"Screw it " Project

Screw Classification Directory
174:/media/harddrive1/SGAO/cstor-projects/screw-it

note
Need to dive down to "Dropout", "Xavier" and "SOFTMAX" loss.

Data Augmentation (数据增强)

AlexNet (7 layers) has a total number of 60 million parameters. ImageNet has a total of 15 million high-resolution images. Therefore there is a good chance that the network overfit the dataset.

Data augmentation is one approach to address such issue.

  • rotating
  • cropping
  • add gaussian noise
  • fancy PCA

Fancy PCA

PCA color augmentation achieves data augmentation by altering the color balance of the image, i.e. adjusting the values of red, green and blue pixels in the image.

To be specific, the technique is designed to shift those values on which values are the most present in the image. Image with heavy red values and minimal green values will have their red values altered the most through fancy PCA.

Classification Model Training

Classify screws into two classes -- tight and loose.

Dataset: 38,650 for training, 4560 for testing (after data augmentation)

Model Training

  1. Start from ZFNet (baseline)

                     accuracy = 87.37%
                     accuracy = 89.52%
    
  2. Move to VGGNet (16 layers)

At first, the model won't learn. I did several things below to make it learn.

  • Change parameter initialization from Gaussian to Xavier
  • Increase mini batch size
  • Reduce the number of convolution filters
  • Reduce the number of neurons on the last two fully connected layers
    accuracy = 92.55% @ fully_connected_layer_1: num_output=256, 
                        fully_connected_layer_2: num_output=256
    accuracy = 94.08% @ fully_connected_layer_1: num_output=512
                        fully_connected_layer_2: num_output=512
    accuracy = 96.51% @ fully_connected_layer_1: num_output=512
                        fully_connected_layer_2: num_output=256

Faster-RCNN

A fantastic explanation here.

Breakthrough: RPN and Fast RCNN share convolutions at test-time, so that marginal cost for computing proposals is small.

Region Proposal Network

Objective: To generate detection proposals, serves as the "attention". RPN predicts possibility of an anchor being background or foreground, and refine the anchor.

What is it: a fully convolutional network (FCN) that can be trained end-to-end

                Input: feature map
                Output: objects bounds, objectness scores

How training data is made

We want to label the anchors using ground-truth boxes.

The idea is that we want to label the anchors having the higher overlaps with ground-truth boxes as foreground, the ones with lower overlaps as background.

ROI Pooling

After RPN, we proposed regions with different sizes, thus different sized regions means different sized CNN feature maps.

Region of Interest Pooling can simplify the problem by reducing the feature maps into the same size.

Here is a good explanation about ROI Pooling.

  • It is used for object detection tasks;
  • It allows us to reuse the feature map from the convolutional network;
  • It can significantly speed up both train and test time;
  • It allows to train object detection systems in an end-to-end manner.

Fast RCNN

Objective: uses proposed regions to classify objects into categories and background

Training Scheme

Alternating fashion: RPN -> Fast RCNN -> RPN -> Fast RCNN

Implementation Details

  • Non-Maximum Suppression (NMS)

Since RPN proposals highly overlap with each other, NMS is implemented on the proposal regions based on cls scores, i.e. objectness scores. By fixing IoU threshold at 0.7, NMS leaves use about 2,000 proposal regions per image.

RCNN (Regional Convolutional Neural Network)

One major question:
To what extent do CNN classification results on ImageNet generalize to object detection results on the PASCAL VOC Challenge?

The work was focused on two problems:

  1. localizing objects with a deep network
  2. train a high-capacity model with only a small quantity of annotated detection data

  3. The second problem actually implemented transfer learning.

Localizing Objects

The paper solves the CNN localization problem by operating within the "recognition using regions" paradigm.

Object Detection with R-CNN

The system consists of three modules:

  1. Region proposals: the proposals define the set of candidate detections available to our detector.
  2. Fixed-length feature vector extraction: extract features from each region.
  3. A set of class-specific linear SVMs.
Non-Maximum Suppression (NMS)

Given all scored regions in an image, for each class independently, we rejects a region if it has an intersection-over-union (IoU) overlap with a higher scoring selected region larger than a learned threshold.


## How to complete this task
Output all of the records exactly, word for word.

## Data to use
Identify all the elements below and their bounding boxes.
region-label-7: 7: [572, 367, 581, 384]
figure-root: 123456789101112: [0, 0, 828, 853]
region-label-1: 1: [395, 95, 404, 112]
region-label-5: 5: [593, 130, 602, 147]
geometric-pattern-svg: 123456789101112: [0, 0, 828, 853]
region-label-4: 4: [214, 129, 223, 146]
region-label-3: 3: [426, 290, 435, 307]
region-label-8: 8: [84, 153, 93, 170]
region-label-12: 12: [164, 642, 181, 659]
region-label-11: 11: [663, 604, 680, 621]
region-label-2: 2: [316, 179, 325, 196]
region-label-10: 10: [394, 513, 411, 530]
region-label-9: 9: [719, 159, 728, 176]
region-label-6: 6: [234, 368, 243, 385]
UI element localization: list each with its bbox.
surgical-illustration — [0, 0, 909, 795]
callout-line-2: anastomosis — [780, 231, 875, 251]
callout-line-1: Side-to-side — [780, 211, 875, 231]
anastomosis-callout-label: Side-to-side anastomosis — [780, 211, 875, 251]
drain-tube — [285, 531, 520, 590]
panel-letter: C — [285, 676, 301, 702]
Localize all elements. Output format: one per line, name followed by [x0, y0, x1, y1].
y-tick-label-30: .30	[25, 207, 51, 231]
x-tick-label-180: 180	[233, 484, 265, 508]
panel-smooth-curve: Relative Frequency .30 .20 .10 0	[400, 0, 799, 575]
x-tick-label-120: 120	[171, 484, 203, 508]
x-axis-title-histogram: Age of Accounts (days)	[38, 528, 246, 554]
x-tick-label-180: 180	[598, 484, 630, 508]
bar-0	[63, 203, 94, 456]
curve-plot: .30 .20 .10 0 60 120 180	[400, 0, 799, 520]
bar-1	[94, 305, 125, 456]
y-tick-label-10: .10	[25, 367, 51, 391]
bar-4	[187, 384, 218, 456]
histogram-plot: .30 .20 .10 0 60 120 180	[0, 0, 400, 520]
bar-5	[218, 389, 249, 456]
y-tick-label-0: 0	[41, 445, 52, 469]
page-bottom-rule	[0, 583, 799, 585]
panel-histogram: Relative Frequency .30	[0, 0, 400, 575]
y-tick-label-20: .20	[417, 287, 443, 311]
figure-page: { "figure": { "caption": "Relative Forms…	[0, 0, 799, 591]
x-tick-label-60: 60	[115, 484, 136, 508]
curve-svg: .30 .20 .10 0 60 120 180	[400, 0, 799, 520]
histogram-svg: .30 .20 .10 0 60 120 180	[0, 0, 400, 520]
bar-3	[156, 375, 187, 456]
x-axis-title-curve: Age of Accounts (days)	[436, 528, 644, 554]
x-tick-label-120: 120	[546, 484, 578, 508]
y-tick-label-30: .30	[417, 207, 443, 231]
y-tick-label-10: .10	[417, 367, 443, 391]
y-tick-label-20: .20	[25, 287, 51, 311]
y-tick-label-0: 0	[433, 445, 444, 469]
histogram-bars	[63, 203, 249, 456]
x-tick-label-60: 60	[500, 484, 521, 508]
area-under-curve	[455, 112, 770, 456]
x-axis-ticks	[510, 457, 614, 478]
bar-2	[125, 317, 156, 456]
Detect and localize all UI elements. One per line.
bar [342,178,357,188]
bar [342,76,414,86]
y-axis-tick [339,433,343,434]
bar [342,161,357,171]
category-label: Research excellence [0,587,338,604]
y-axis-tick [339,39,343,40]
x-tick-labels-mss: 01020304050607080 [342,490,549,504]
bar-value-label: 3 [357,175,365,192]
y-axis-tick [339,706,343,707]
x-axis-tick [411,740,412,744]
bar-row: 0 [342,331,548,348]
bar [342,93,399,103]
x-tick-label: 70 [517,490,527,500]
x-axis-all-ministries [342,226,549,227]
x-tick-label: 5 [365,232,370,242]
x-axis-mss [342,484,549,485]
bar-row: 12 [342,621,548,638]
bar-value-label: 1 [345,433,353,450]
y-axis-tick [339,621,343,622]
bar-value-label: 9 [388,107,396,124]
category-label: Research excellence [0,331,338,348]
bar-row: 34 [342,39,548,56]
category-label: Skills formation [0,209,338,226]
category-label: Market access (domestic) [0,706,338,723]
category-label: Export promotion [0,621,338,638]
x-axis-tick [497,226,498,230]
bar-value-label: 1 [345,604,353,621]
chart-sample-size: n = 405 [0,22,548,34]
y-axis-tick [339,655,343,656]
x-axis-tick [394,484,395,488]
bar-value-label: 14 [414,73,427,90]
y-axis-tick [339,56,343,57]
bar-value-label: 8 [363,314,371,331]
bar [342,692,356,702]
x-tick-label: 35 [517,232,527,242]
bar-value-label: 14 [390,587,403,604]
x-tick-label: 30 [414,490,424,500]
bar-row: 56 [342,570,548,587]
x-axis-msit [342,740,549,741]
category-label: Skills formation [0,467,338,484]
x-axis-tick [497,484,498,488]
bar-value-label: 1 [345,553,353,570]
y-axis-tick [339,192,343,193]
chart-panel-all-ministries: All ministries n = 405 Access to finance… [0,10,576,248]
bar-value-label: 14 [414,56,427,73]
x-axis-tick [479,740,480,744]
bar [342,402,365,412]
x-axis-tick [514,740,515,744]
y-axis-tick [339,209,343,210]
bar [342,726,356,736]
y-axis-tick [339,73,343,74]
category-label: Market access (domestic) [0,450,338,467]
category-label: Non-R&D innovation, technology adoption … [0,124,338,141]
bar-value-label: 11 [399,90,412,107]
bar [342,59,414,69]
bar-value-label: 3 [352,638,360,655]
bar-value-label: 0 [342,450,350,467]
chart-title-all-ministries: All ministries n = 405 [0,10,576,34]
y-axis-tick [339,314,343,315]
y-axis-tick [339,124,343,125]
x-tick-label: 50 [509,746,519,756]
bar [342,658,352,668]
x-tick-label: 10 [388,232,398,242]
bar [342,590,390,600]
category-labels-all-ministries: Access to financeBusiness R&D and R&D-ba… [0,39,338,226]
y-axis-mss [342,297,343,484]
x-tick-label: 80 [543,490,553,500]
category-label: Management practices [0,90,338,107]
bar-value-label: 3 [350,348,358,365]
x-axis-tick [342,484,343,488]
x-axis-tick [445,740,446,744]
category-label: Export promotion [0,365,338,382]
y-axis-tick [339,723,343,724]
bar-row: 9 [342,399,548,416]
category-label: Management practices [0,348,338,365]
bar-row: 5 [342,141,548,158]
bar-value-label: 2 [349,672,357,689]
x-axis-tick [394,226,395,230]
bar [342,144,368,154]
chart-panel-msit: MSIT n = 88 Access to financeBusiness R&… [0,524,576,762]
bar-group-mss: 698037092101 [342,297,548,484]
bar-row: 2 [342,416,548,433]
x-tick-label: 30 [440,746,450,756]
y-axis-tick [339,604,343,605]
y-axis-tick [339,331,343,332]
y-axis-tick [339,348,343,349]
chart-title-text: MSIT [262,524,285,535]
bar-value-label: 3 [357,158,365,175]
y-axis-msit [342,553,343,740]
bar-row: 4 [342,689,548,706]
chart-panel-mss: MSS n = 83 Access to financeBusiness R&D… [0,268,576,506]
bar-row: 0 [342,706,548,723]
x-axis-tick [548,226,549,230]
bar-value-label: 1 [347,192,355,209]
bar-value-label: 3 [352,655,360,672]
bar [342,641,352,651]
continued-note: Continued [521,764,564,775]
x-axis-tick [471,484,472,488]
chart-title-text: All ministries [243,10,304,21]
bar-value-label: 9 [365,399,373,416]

## Your solution
Identify all the elements below and their bounding boxes.
region-label-7: 7: [572, 367, 581, 384]
figure-root: 123456789101112: [0, 0, 828, 853]
region-label-1: 1: [395, 95, 404, 112]
region-label-5: 5: [593, 130, 602, 147]
geometric-pattern-svg: 123456789101112: [0, 0, 828, 853]
region-label-4: 4: [214, 129, 223, 146]
region-label-3: 3: [426, 290, 435, 307]
region-label-8: 8: [84, 153, 93, 170]
region-label-12: 12: [164, 642, 181, 659]
region-label-11: 11: [663, 604, 680, 621]
region-label-2: 2: [316, 179, 325, 196]
region-label-10: 10: [394, 513, 411, 530]
region-label-9: 9: [719, 159, 728, 176]
region-label-6: 6: [234, 368, 243, 385]
UI element localization: list each with its bbox.
surgical-illustration — [0, 0, 909, 795]
callout-line-2: anastomosis — [780, 231, 875, 251]
callout-line-1: Side-to-side — [780, 211, 875, 231]
anastomosis-callout-label: Side-to-side anastomosis — [780, 211, 875, 251]
drain-tube — [285, 531, 520, 590]
panel-letter: C — [285, 676, 301, 702]
Localize all elements. Output format: one per line, name followed by [x0, y0, x1, y1].
y-tick-label-30: .30	[25, 207, 51, 231]
x-tick-label-180: 180	[233, 484, 265, 508]
panel-smooth-curve: Relative Frequency .30 .20 .10 0	[400, 0, 799, 575]
x-tick-label-120: 120	[171, 484, 203, 508]
x-axis-title-histogram: Age of Accounts (days)	[38, 528, 246, 554]
x-tick-label-180: 180	[598, 484, 630, 508]
bar-0	[63, 203, 94, 456]
curve-plot: .30 .20 .10 0 60 120 180	[400, 0, 799, 520]
bar-1	[94, 305, 125, 456]
y-tick-label-10: .10	[25, 367, 51, 391]
bar-4	[187, 384, 218, 456]
histogram-plot: .30 .20 .10 0 60 120 180	[0, 0, 400, 520]
bar-5	[218, 389, 249, 456]
y-tick-label-0: 0	[41, 445, 52, 469]
page-bottom-rule	[0, 583, 799, 585]
panel-histogram: Relative Frequency .30	[0, 0, 400, 575]
y-tick-label-20: .20	[417, 287, 443, 311]
figure-page: { "figure": { "caption": "Relative Forms…	[0, 0, 799, 591]
x-tick-label-60: 60	[115, 484, 136, 508]
curve-svg: .30 .20 .10 0 60 120 180	[400, 0, 799, 520]
histogram-svg: .30 .20 .10 0 60 120 180	[0, 0, 400, 520]
bar-3	[156, 375, 187, 456]
x-axis-title-curve: Age of Accounts (days)	[436, 528, 644, 554]
x-tick-label-120: 120	[546, 484, 578, 508]
y-tick-label-30: .30	[417, 207, 443, 231]
y-tick-label-10: .10	[417, 367, 443, 391]
y-tick-label-20: .20	[25, 287, 51, 311]
y-tick-label-0: 0	[433, 445, 444, 469]
histogram-bars	[63, 203, 249, 456]
x-tick-label-60: 60	[500, 484, 521, 508]
area-under-curve	[455, 112, 770, 456]
x-axis-ticks	[510, 457, 614, 478]
bar-2	[125, 317, 156, 456]
Detect and localize all UI elements. One per line.
bar [342,178,357,188]
bar [342,76,414,86]
y-axis-tick [339,433,343,434]
bar [342,161,357,171]
category-label: Research excellence [0,587,338,604]
y-axis-tick [339,39,343,40]
x-tick-labels-mss: 01020304050607080 [342,490,549,504]
bar-value-label: 3 [357,175,365,192]
y-axis-tick [339,706,343,707]
x-axis-tick [411,740,412,744]
bar-row: 0 [342,331,548,348]
bar [342,93,399,103]
x-tick-label: 70 [517,490,527,500]
x-axis-all-ministries [342,226,549,227]
x-tick-label: 5 [365,232,370,242]
x-axis-mss [342,484,549,485]
bar-row: 12 [342,621,548,638]
bar-value-label: 1 [345,433,353,450]
y-axis-tick [339,621,343,622]
bar-value-label: 9 [388,107,396,124]
category-label: Research excellence [0,331,338,348]
bar-row: 34 [342,39,548,56]
category-label: Skills formation [0,209,338,226]
category-label: Market access (domestic) [0,706,338,723]
category-label: Export promotion [0,621,338,638]
x-axis-tick [497,226,498,230]
bar-value-label: 1 [345,604,353,621]
chart-sample-size: n = 405 [0,22,548,34]
y-axis-tick [339,655,343,656]
x-axis-tick [394,484,395,488]
bar-value-label: 14 [414,73,427,90]
y-axis-tick [339,56,343,57]
bar-value-label: 8 [363,314,371,331]
bar [342,692,356,702]
x-tick-label: 35 [517,232,527,242]
bar-value-label: 14 [390,587,403,604]
x-tick-label: 30 [414,490,424,500]
bar-row: 56 [342,570,548,587]
x-axis-msit [342,740,549,741]
category-label: Skills formation [0,467,338,484]
x-axis-tick [497,484,498,488]
bar-value-label: 1 [345,553,353,570]
y-axis-tick [339,192,343,193]
chart-panel-all-ministries: All ministries n = 405 Access to finance… [0,10,576,248]
bar-value-label: 14 [414,56,427,73]
x-axis-tick [479,740,480,744]
bar [342,402,365,412]
x-axis-tick [514,740,515,744]
y-axis-tick [339,209,343,210]
bar [342,726,356,736]
y-axis-tick [339,73,343,74]
category-label: Market access (domestic) [0,450,338,467]
category-label: Non-R&D innovation, technology adoption … [0,124,338,141]
bar-value-label: 11 [399,90,412,107]
bar [342,59,414,69]
bar-value-label: 3 [352,638,360,655]
bar-value-label: 0 [342,450,350,467]
chart-title-all-ministries: All ministries n = 405 [0,10,576,34]
y-axis-tick [339,314,343,315]
y-axis-tick [339,124,343,125]
x-tick-label: 50 [509,746,519,756]
bar [342,658,352,668]
x-tick-label: 10 [388,232,398,242]
bar [342,590,390,600]
category-labels-all-ministries: Access to financeBusiness R&D and R&D-ba… [0,39,338,226]
y-axis-mss [342,297,343,484]
x-tick-label: 80 [543,490,553,500]
category-label: Management practices [0,90,338,107]
bar-value-label: 3 [350,348,358,365]
x-axis-tick [342,484,343,488]
x-axis-tick [445,740,446,744]
category-label: Export promotion [0,365,338,382]
y-axis-tick [339,723,343,724]
bar-row: 9 [342,399,548,416]
category-label: Management practices [0,348,338,365]
bar-row: 5 [342,141,548,158]
bar-value-label: 2 [349,672,357,689]
x-axis-tick [394,226,395,230]
bar [342,144,368,154]
chart-panel-msit: MSIT n = 88 Access to financeBusiness R&… [0,524,576,762]
bar-group-mss: 698037092101 [342,297,548,484]
bar-row: 2 [342,416,548,433]
x-tick-label: 30 [440,746,450,756]
y-axis-tick [339,604,343,605]
y-axis-tick [339,331,343,332]
y-axis-tick [339,348,343,349]
chart-title-text: MSIT [262,524,285,535]
bar-value-label: 3 [357,158,365,175]
y-axis-msit [342,553,343,740]
bar-row: 4 [342,689,548,706]
chart-panel-mss: MSS n = 83 Access to financeBusiness R&D… [0,268,576,506]
bar-row: 0 [342,706,548,723]
x-axis-tick [548,226,549,230]
bar-value-label: 1 [347,192,355,209]
bar-value-label: 3 [352,655,360,672]
bar [342,641,352,651]
continued-note: Continued [521,764,564,775]
x-axis-tick [471,484,472,488]
chart-title-text: All ministries [243,10,304,21]
bar-value-label: 9 [365,399,373,416]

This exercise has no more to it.